Who Should Be Watermarking Their Photos

Photographers

Both hobbyists sharing on social media and professionals delivering client proofs benefit from watermarking. For social media, a subtle corner watermark builds your brand. For proofs, a tiled watermark protects your work until payment.

Graphic Designers

Sharing design concepts with clients before final approval? Watermark the drafts. This prevents clients from using unpaid-for work and establishes clear boundaries around the deliverable process.

Content Creators

If you create original images for your blog, YouTube thumbnails, social media, or newsletter, watermarking the versions you share publicly helps maintain attribution as they get reshared across platforms.

E-Commerce Sellers

Product photos are valuable assets. Competitors have been known to steal product images from other sellers' listings. A subtle watermark on your product photos protects your investment in photography.

Artists and Illustrators

Sharing work online for feedback, portfolio display, or promotion carries the risk of unauthorized reproduction. A watermark on shared versions lets people see your work while protecting the original.

Frequently Asked Questions

How do I add a watermark to a photo for free?

Go to RemoveWatermark.org and click "Add Watermark" at the top.
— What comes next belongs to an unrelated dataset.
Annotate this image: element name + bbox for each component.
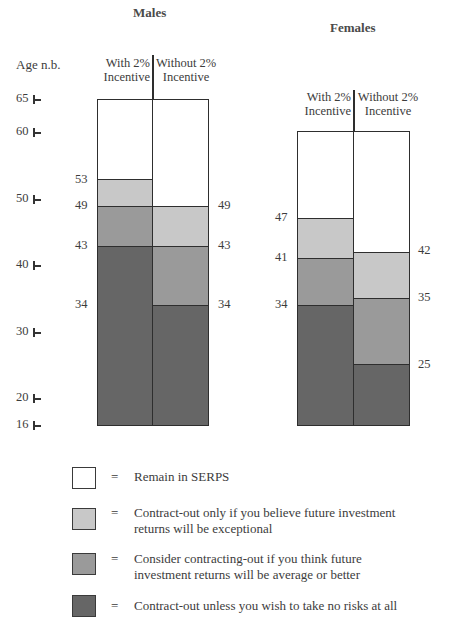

Upload your photo, type your watermark text, adjust size/opacity/color/position, and click Add Watermark & Download. The entire process is free with no account required and no limitations on usage.

Can I watermark multiple photos at the same time?

Yes. Upload all your photos at once by selecting multiple files or dragging them in together. Configure your watermark settings once, and they apply to every photo in the batch. This is ideal for watermarking entire photo shoots or product catalogs.

What's the best opacity for a watermark?

For most purposes, 25-35% opacity strikes the right balance. The watermark is clearly visible to establish ownership but doesn't dominate the image. For client proofs where protection is the priority, go up to 40-50%. For subtle branding on portfolio pieces, 15-25% works well.

Should I tile my watermark or use a single placement?

Use tiled watermarks for maximum protection. They're impossible to crop out and very difficult to remove. Use single placement for subtle branding where you want the image to look its best. A tiled watermark at 20-30% opacity gives strong protection while keeping the image viewable.

Are my photos stored after watermarking?

No. All processing happens in your browser. Your photos are never uploaded to our servers, stored, or shared. The watermarking happens entirely client-side, and the watermarked image downloads directly to your device.

Protect your photos with watermarks

Add custom text watermarks in seconds. Free, private, no account needed.

Open the Watermark Generator

Related Resources

This tool is intended for personal use only. Do not use it to remove watermarks from copyrighted content you do not own or have permission to modify. Users are responsible for ensuring their use complies with applicable laws.